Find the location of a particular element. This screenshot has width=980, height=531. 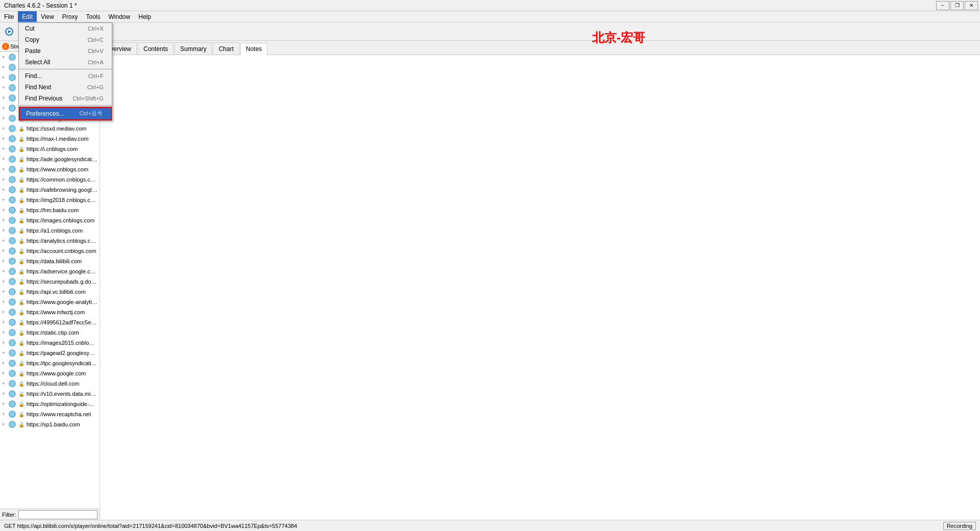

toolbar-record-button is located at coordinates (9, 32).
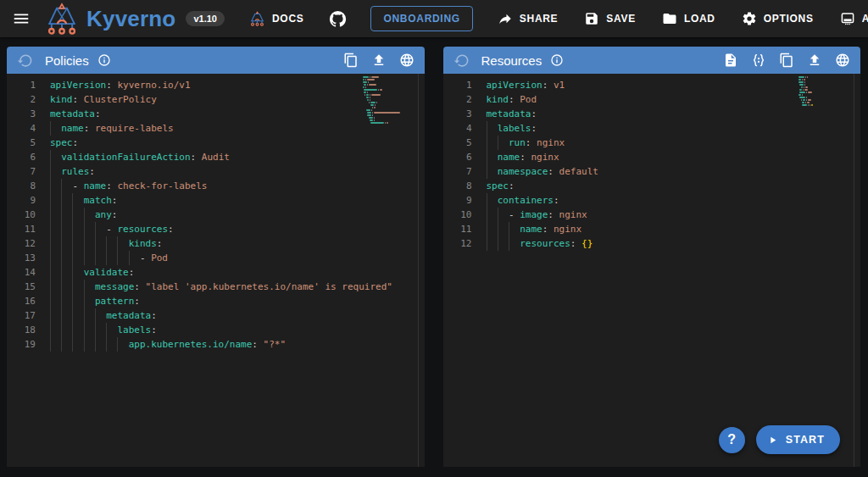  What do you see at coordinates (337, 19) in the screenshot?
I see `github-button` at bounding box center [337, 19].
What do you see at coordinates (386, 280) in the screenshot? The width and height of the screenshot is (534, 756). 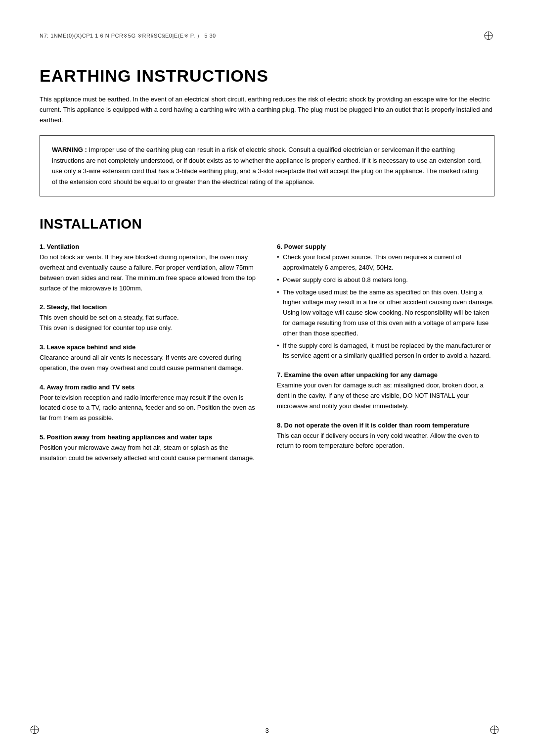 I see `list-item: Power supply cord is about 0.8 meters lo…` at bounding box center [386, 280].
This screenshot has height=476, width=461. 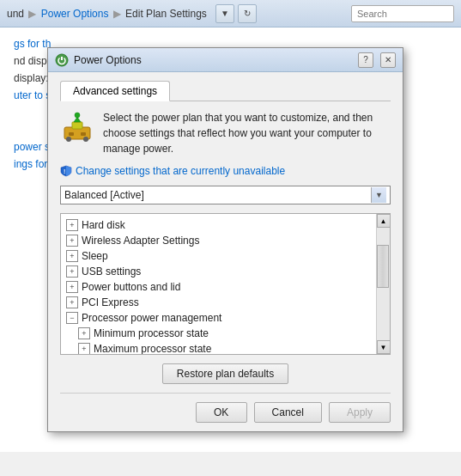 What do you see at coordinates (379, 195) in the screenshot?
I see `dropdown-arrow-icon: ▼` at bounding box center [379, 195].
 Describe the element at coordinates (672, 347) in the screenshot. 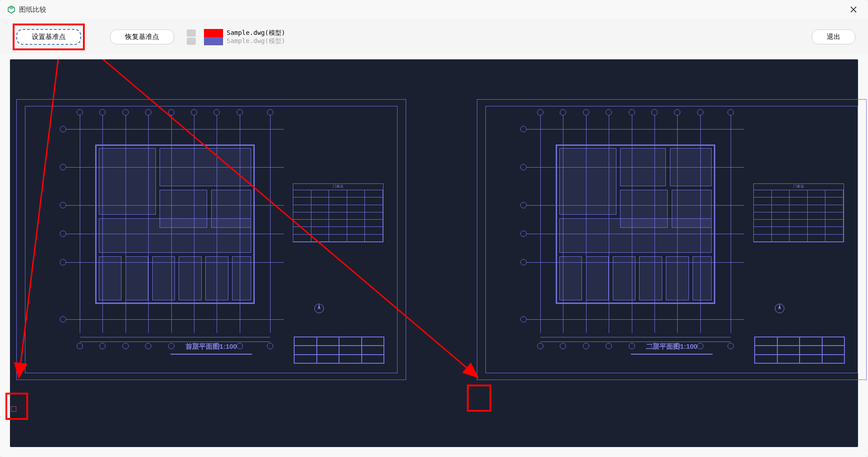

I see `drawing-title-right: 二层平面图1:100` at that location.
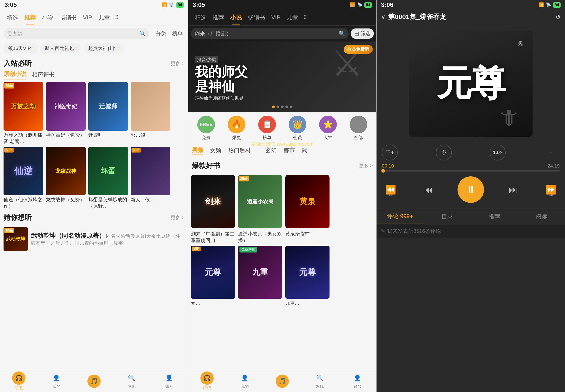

Required action:
Write out, with no pictures, only the lines from the line containing "Describe the element" through the last line of the listing above, exactly and with both ends included.

Your solution:
 Describe the element at coordinates (672, 347) in the screenshot. 

I see `drawing-title-right: 二层平面图1:100` at that location.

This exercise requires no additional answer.